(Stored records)
***

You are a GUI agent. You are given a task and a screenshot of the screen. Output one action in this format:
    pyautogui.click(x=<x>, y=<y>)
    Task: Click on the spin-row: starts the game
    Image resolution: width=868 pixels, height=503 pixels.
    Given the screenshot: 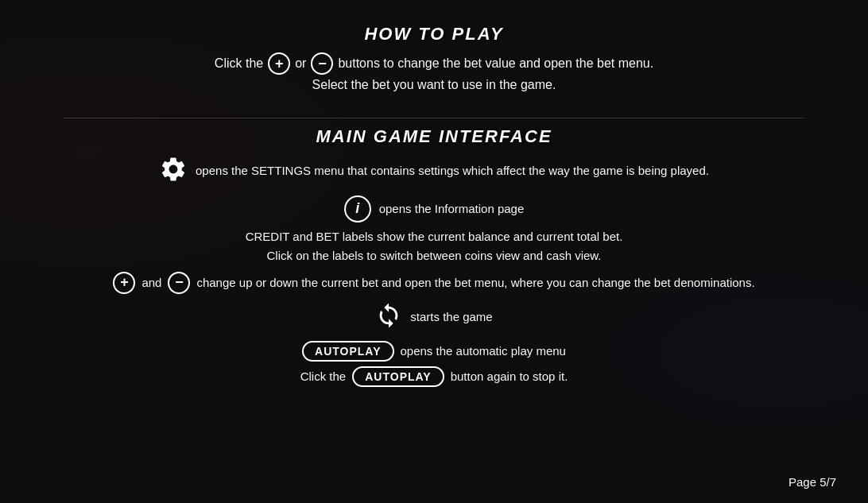 What is the action you would take?
    pyautogui.click(x=434, y=316)
    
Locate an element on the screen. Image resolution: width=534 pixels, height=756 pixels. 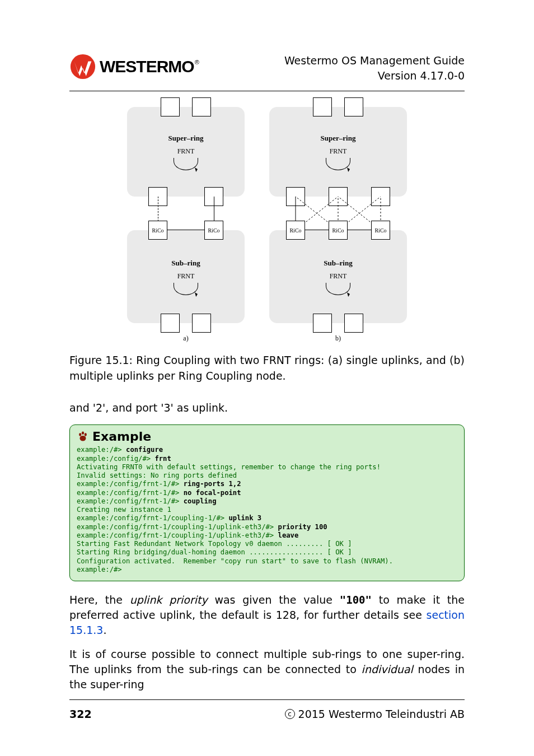
body-paragraph-1: Here, the uplink priority was given the … is located at coordinates (267, 615).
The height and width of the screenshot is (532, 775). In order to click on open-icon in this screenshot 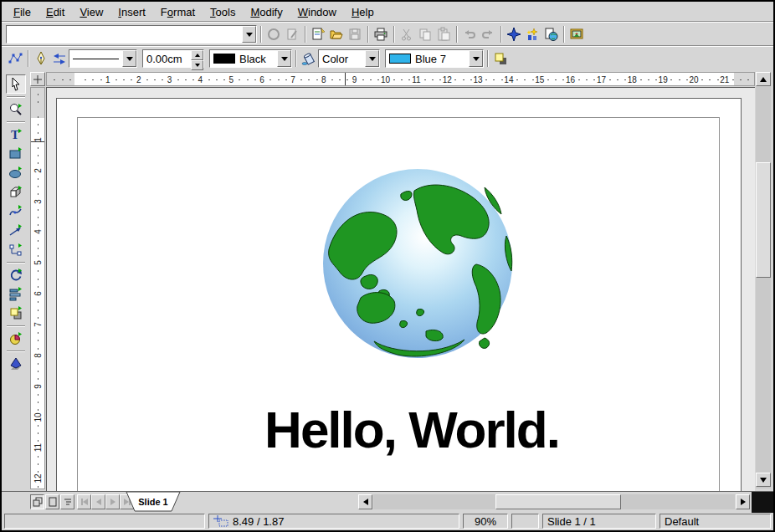, I will do `click(336, 34)`.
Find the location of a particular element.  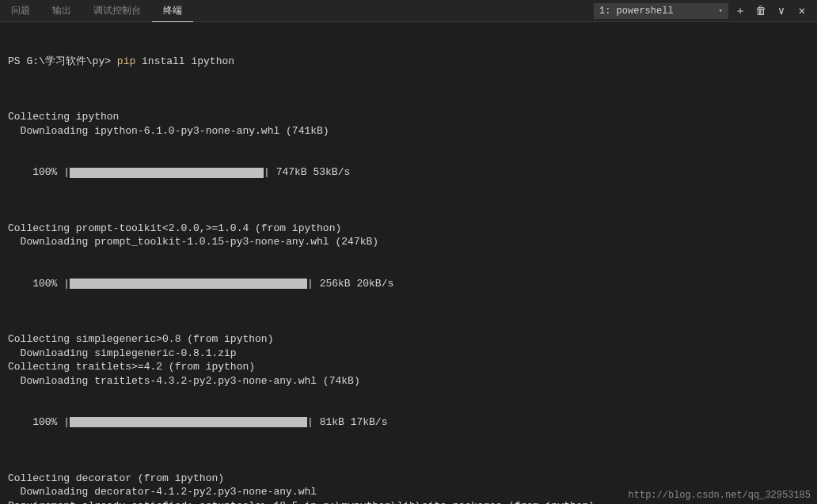

terminal-line: Collecting traitlets>=4.2 (from ipython) is located at coordinates (408, 367).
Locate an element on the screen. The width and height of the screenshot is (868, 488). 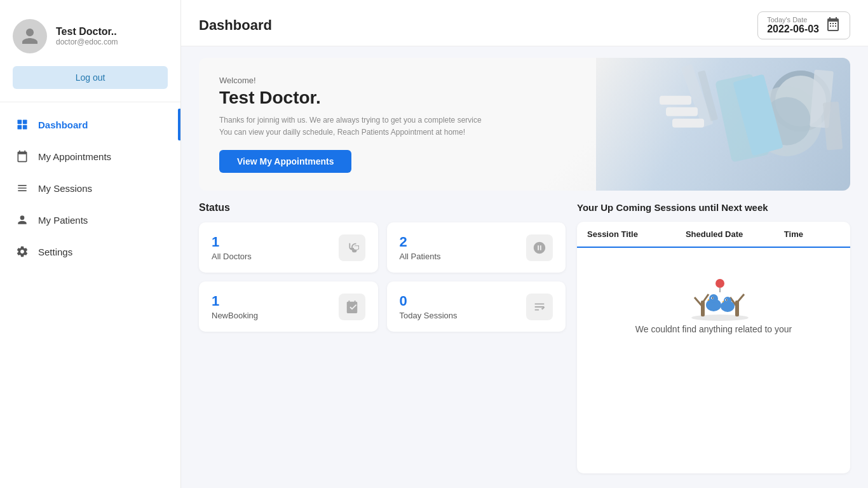
sidebar-item-label-dashboard: Dashboard is located at coordinates (63, 125).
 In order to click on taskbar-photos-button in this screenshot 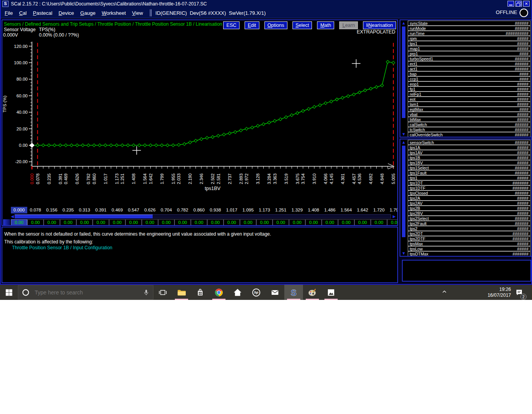, I will do `click(331, 292)`.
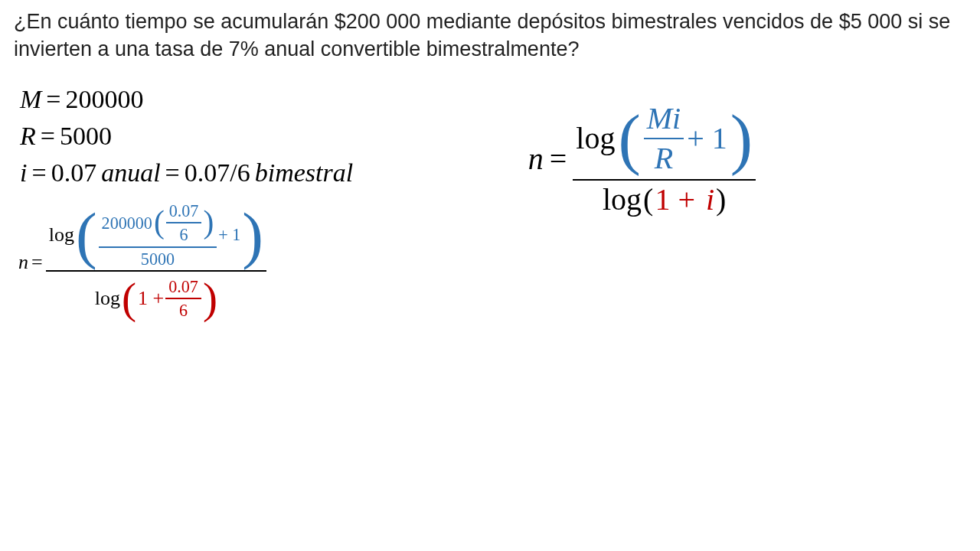 Image resolution: width=980 pixels, height=551 pixels. Describe the element at coordinates (130, 173) in the screenshot. I see `unit-annual: anual` at that location.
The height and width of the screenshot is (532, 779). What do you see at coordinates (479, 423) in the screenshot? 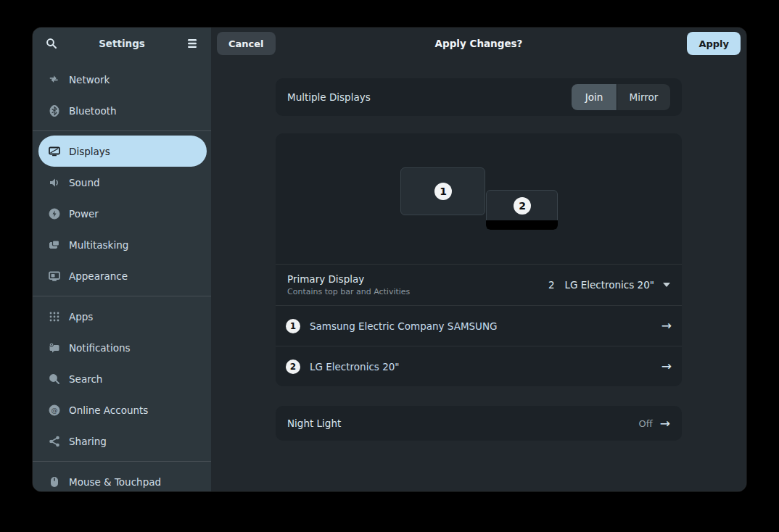
I see `night-light-row: Night Light Off →` at bounding box center [479, 423].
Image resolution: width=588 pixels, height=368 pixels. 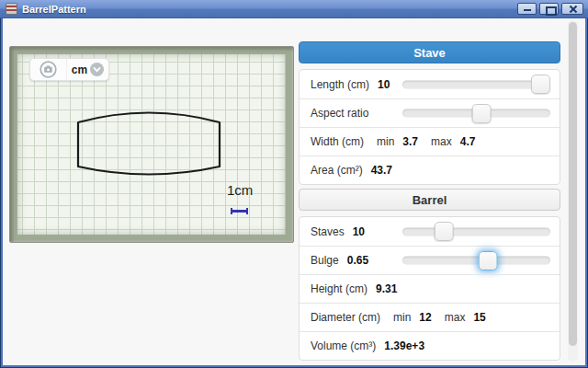 I want to click on titlebar: BarrelPattern, so click(x=294, y=9).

***

What is being asked:
Here the job is to transcribe the lines from the first line of the data through the line containing "Image resolution: width=868", inclusive, exactly and with nothing else.

Answer space:
You are a GUI agent. You are given a task and a screenshot of the screen. Output one action in this format:
    pyautogui.click(x=<x>, y=<y>)
    Task: Click on the spin-row: starts the game
    Image resolution: width=868 pixels, height=503 pixels.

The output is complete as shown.